Which Has Less Variation in Clicks?  v. federal government jobs  find phone number v. msn live search  singapore pools v. singaporepools.com  tiffany v. tiffany’s  nytimes v. connecticut newspapers  campbells soup recipes v. vegetable soup recipe  soccer rules v. hockey equipment ? ? ? Results change Result quality varies Tasks impacts # of clicks Clicks/user = 1.1 Clicks/user = 2.1 Click position = 2.6 Click position = 1.6 Result entropy = 5.7 Result entropy = 10.7

Supplementing Log Data  Enhance log data  Collect associated information  Example: For browser logs, crawl visited webpages  Instrumented panels  Converging methods  Usability studies  Eye tracking  Surveys  Field studies  Diary studies

 Large-scale log analysis of re-finding  Do people know they are re-finding?  Do they mean to re-find the result they do?  Why are they returning to the result?  Small-scale critical incident user study  Browser plug-in that logs queries and clicks  Pop up survey on repeat clicks and 1/8 new clicks  Insight into intent + Rich, real-world picture  Re-finding often targeted towards a particular URL  Not targeted when query changes or in same session Example: Re-Finding Intent Tyler, Teevan.
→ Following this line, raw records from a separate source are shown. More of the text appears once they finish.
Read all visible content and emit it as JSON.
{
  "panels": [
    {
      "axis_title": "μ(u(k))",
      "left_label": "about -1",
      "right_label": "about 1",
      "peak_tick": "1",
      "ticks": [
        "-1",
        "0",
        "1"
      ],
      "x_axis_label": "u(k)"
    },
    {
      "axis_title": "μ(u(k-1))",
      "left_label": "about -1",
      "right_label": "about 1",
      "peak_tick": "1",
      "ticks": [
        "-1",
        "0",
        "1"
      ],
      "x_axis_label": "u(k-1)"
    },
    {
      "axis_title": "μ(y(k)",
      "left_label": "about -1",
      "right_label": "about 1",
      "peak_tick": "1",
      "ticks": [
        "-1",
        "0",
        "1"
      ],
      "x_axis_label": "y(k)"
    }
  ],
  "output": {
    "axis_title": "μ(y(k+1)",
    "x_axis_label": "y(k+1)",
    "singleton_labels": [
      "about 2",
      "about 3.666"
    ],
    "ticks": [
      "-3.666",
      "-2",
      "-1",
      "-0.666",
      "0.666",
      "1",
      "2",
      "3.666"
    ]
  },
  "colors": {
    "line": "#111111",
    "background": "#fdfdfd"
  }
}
Large scale query log analysis of re-finding. WSDM 2010

Example: Curious Browser  Browser plug-in to examine relationship between implicit and explicit behavior  Capture many implicit actions (e.g., click, click position, dwell time, scroll)  Probe for explicit user judgments of relevance of a page to the query  Deployed to ~4k people in US and Japan  Learned models to predict explicit judgments from implicit indicators  45% accuracy w/ just click; 75% accuracy w/ click + dwell + session  Used to identify important features; then apply model in open loop setting Fox, et al. Evaluating implicit measures to improve the search experience. TOIS 2005

Overview  Observational log analysis  What we can learn  Partition logs to observe behavior  Collecting log data  Not as simple as it seems  Cleaning log data  Clean and sanity check  Analyzing log data  Big picture more important than individual metrics  Field observations – Diane!